Jean Power is a civil litigator with a diverse base of legal experience. Throughout her career, she has performed extensive work in law firm practice, public interest law, and community advocacy. Jean currently focuses her legal practice primarily on labor and employment law, handling various cases, including wage and hour, class actions, PAGA claims, wrongful termination, and employment discrimination.
Originally from Texas, Jean is a dual citizen of the United States and Argentina. She is an artist who paints portraits, orthodox iconography, still lifes, and landscapes. She enjoys traveling with her husband and three children.
As a results-oriented advocate, Jean leverages all available resources at the Law Offices of Scott Warmuth to obtain the best results possible for her clients. She works directly with the workers’ compensation team to ensure that no employers take advantage of injured workers and that our client’s legal rights are protected.
Jean is a member in good standing of the State Bar of California and the State Bar of Texas. Her previous work as a legal aid attorney, community organizer, union representative, and advocate for victims of domestic violence has fostered a lifelong ethic of service. Jean has devoted much of her career to advocating for marginalized and underrepresented communities.
Because Jean was a lawyer in Texas, she got her license to practice law in Texas first. Many states have a system that allows a person to continue practicing law even if they move if they were a lawyer in good standing for several years. That system is called reciprocity. California and several others do not have a system like this, so Jean had to take the California State BAR to get a license to practice law in California.
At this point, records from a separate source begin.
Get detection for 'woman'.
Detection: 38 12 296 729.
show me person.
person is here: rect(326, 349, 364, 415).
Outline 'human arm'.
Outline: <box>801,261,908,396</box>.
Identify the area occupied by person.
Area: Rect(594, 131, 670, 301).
It is a notoriously hard test, but thankfully, as Scott says, she was able to be a good test taker and pass it.
Jean was not born in Texas but grew up there in Houston. Her dad was a native Texan and raised her in that culture. Her father was in the Army as a young man, but when he left, he went to Argentina to raise radio towers.
That was where he met Jean’s mother. There were some internal demons Jean’s dad’s side of the family had to struggle with because Jean’s father married someone from another country and another religion.
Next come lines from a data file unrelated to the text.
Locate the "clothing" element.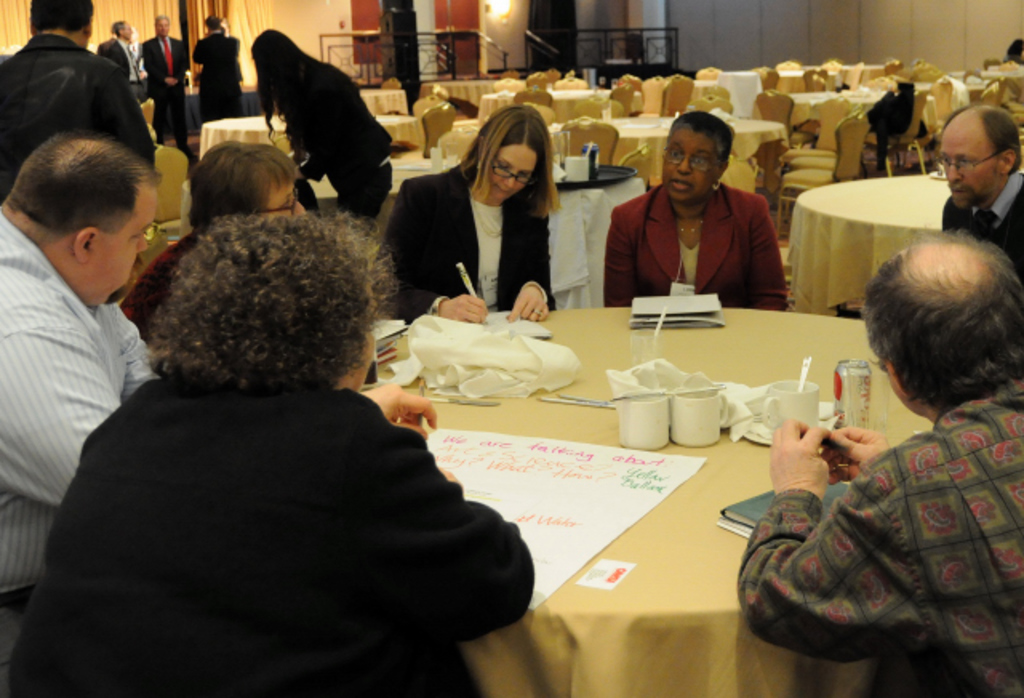
Element bbox: 374,165,576,335.
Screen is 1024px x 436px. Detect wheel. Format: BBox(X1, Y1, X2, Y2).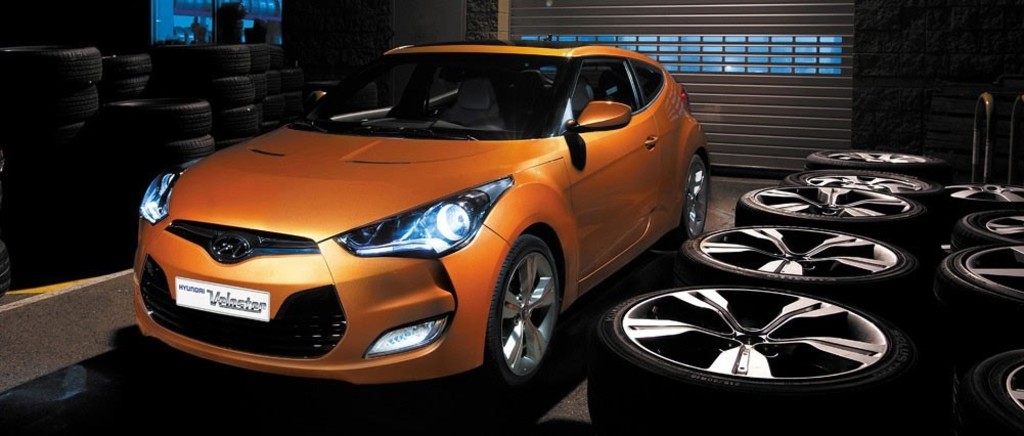
BBox(803, 150, 949, 182).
However, Jean’s father did not care at all.
Jean went to Texan public school systems, and her father was a NASA engineer at Johnson Space Center. Her father taught her never to give up and to follow through on her word.
Jean was bullied as a child because she grew up with her mother, whose first language was Spanish. Kids around her excluded her and made her feel like less of an American because of that element of her life.
Jean was bullied because of her ethnicity and skin color. She identifies as a person of color. Growing up in the South, kids were mean and exclusionary.
Because of this experience, Jean has always been aware of how mean and cruel people can be and how they can be even worse to others who are even worse off, which helped push Jean into a role that could help others when they were being bullied.
Jean said both sides of her family grew up poor, but especially her mom’s side. She would see living in extreme poverty in Argentina when she visited, which bothered her because it was wrong.
Jean also knew that when she saw children being ostracized in school, she wanted to fix it, and as an adult, he wanted to work in the field to stop others from being bullied.
Also, when Jean was young, she was traumatized by her cousin’s death at the age of 6 in a car accident. It was wrong that no one could fix, but it shapes a person. So it changed her to want to lessen the burden on others.
Jean went to Lubbock, Texas, to attend Texas Tech school. She was 500 miles from home and still in the same state as the one she grew up in.
It was the first time being far from home. She made some of her best friends from being in West Texas.
She saw another side of life, visited friends’ ranches, and vaccinated cattle. She got her accounting degree and decided to get into law after. She went back to Texas Tech for her law degree.
In 1989, Jean got her first job in Fortworth, Texas. It was hard to be a litigator as a woman in Texas at the time.
There was a lot of inherited sexism. Going through this situation, Jean became more appreciative of women who could make a change. Even though she went through a hard time in Texas and was abused as a young lawyer, Jean appreciates what she has. She says she’s one of the luckiest people in the world with a loving husband and strong children.
On the legal side, in Texas, everything was a little more cut and dry and less formal. Before Jean left Texas, there was still some lingering sexism in the culture, but in Calinfina, that has not been Jean’s experience.
On the personal side, Jean has made some great friends in the SGV and loves the beautiful environment. She does often worry about earthquakes.
Jean says that she is a data-driven person as a Texan. California, in general, is different than that Texan attitude.
That is what Jean loves to do as a layer, and she does get to do it a lot. Jean gets to represent employment law cases and work for anyone who can be discriminated against. And she gets to describe people who are not paid correctly and people who are not treated right in the workplace.
People who are not given breaks after 4 hours and are not given time to eat. A considerable challenge is that often, people need to realize they have certain rights that are being violated.